Earlier this week the International Telecommunication Union (ITU) reported the results of its annual global survey. Mobile broadband connections (47.2% of the global population) have now overtaken households with internet access (46.2%) not to mention fixed broadband connections (10.2%) In terms of the ITU’s Internet Development Index, the US remains among the 15 most developed countries. While some alarmist consider that a poor showing, they do not take into account the differences in size, both population and geography, as countries such as Hong Kong (31 square miles and is part of China) as well as Iceland (200,000 inhabitants) and Luxemburg (543,000 and smaller than Rhode Island) are ahead of the US. The US improved in the rankings again this year. Can the US do better with an investment-friendly policy frame work? Yes, it can.
Later in the week, the Center of Disease Control (CDC) just released an update to their recurring wireless substitution report documenting the shift away from landlines to mobiles. Now you may ask why the CDC does a wireless study: The answer is easy. As part of its National Health Survey, it added a question if respondents have wireless phones, landline phones or both and combined with all the other demographic information it collects, the survey has become the definitive source for tracking cord-cutting trends.
For the first six months of 2015, 47.4% of the respondents said they had a wireless phone but no landline anymore, i.e.; people we consider cord cutters. For families with children, this number has risen to 55.3%. Initially, cord cutting was accelerated due to the 2005 introduction of a wireless option to the Lifeline program, but in recent years the general population has caught up. While in 2012, only 30.7% of the non-poor Americans had cut the cord, this has increased to 45.7% in 2015, whereas for poor Americans the cord cutters only increased from 51.8% to 59.3%. Employed Americans have increased their cord cutting from 38.4% to 52.7%, whereas unemployed American cord cutting is a lot lower, increasing from 23.6% to 32.7% in the same time frame.
The biggest difference in the adoption of cord cutting depends on where Americans live and their age. Americans in the Northeast are substantially less likely to have cut the cord (31.6%) than Americans in other parts (47.1% to 51.9%.) This does not mean that Northeasterners are immune to cord cutting as the number of cord cutters increased by 50% in the last three years, but is more due to their historically slower start. Not surprisingly, Americans over 65 have the lowest adoption of cord cutting, but never the less almost doubled the cord cutting over the last three years from 10.5% to 19.3%. Never the less, this is still substantially less than the next lowest cord cutting adoption age segment of 45-65 with an increase of 25.8% to 40.8% over the last three years.
As wireless substitution becomes the norm, in-building wireless usage becomes critical as the mobile phone is increasingly becoming the only communications device Americans rely on. The onus lies on local planning boards to do their part to enable wireless network infrastructure to be built quickly. The FCC has introduced a 60-day and 150-day shot clock for collocated or small sites and new cell sites respectively. Local municipalities must now react more quickly on requests for permission to build new cell locations so that Americans can reliably use their mobile phones while at home, just as they do while en route, whether it’s to check their sports scores on a Sunday afternoon, calling or texting their friends, or to call 911 in a case of emergency.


WHAT NEEDS TO BE DONE:
Read the entries below and pull out each line with the string "dash".

Dataset entries on figures:

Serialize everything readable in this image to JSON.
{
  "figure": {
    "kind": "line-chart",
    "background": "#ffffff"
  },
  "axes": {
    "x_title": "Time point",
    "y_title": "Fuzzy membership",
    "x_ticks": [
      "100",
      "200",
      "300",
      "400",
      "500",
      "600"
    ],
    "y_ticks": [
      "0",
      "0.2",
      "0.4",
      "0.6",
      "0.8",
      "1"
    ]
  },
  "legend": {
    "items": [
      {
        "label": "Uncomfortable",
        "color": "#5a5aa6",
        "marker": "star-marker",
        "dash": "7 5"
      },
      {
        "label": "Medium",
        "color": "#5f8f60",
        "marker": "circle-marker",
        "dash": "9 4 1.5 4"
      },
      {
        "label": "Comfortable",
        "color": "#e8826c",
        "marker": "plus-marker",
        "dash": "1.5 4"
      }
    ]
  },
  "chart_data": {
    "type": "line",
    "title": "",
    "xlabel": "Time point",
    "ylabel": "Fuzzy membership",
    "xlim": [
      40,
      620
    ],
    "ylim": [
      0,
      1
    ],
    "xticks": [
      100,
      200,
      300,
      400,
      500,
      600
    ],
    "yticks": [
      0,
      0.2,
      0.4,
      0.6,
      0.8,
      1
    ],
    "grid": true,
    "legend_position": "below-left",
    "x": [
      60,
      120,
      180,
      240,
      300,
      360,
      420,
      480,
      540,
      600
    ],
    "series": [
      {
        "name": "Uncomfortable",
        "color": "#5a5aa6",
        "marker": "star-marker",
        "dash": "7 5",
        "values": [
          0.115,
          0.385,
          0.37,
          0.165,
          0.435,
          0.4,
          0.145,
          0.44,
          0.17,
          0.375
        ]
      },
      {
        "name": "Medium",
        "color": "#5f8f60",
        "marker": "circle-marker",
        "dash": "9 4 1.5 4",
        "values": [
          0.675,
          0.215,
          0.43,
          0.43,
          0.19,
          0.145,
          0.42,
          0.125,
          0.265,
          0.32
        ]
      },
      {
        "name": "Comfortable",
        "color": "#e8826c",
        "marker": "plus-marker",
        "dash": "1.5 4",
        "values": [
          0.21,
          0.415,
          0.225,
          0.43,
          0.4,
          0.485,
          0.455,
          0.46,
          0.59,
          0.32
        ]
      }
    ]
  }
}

---

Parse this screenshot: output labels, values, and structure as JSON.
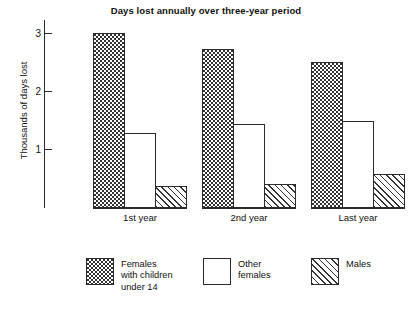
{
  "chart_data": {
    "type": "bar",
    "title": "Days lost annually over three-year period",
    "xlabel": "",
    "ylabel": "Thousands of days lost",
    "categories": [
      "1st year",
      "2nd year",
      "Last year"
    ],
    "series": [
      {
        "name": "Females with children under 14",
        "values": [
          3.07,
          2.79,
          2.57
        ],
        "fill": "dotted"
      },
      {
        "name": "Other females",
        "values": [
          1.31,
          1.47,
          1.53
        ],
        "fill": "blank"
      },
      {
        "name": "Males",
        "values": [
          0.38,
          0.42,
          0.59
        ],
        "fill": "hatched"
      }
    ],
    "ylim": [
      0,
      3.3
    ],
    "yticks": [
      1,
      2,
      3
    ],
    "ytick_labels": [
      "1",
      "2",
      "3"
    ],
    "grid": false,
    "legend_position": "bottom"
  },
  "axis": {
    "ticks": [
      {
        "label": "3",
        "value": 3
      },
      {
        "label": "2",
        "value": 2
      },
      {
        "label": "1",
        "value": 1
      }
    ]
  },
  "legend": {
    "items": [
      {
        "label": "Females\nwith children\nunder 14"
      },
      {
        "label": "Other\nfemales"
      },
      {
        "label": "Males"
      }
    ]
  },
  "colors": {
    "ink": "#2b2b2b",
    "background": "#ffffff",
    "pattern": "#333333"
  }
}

==

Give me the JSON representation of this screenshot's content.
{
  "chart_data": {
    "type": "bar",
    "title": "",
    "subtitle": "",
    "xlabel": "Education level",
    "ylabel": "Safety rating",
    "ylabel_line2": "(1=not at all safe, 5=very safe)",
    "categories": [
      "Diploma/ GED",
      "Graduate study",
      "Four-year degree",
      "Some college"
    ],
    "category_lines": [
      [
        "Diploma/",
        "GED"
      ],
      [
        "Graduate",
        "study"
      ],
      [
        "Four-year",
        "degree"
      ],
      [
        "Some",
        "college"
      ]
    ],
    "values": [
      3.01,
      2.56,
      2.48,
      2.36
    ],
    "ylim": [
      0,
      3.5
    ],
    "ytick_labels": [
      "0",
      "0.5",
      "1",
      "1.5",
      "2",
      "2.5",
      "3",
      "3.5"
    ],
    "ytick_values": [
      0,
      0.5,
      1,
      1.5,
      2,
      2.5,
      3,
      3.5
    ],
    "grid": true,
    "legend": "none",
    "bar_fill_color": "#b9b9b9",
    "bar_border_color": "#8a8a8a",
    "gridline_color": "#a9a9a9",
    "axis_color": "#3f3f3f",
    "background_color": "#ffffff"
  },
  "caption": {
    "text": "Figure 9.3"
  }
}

ANSWER TO THE PROBLEM:
        "dash": "7 5"
        "dash": "9 4 1.5 4"
        "dash": "1.5 4"
        "dash": "7 5",
        "dash": "9 4 1.5 4",
        "dash": "1.5 4",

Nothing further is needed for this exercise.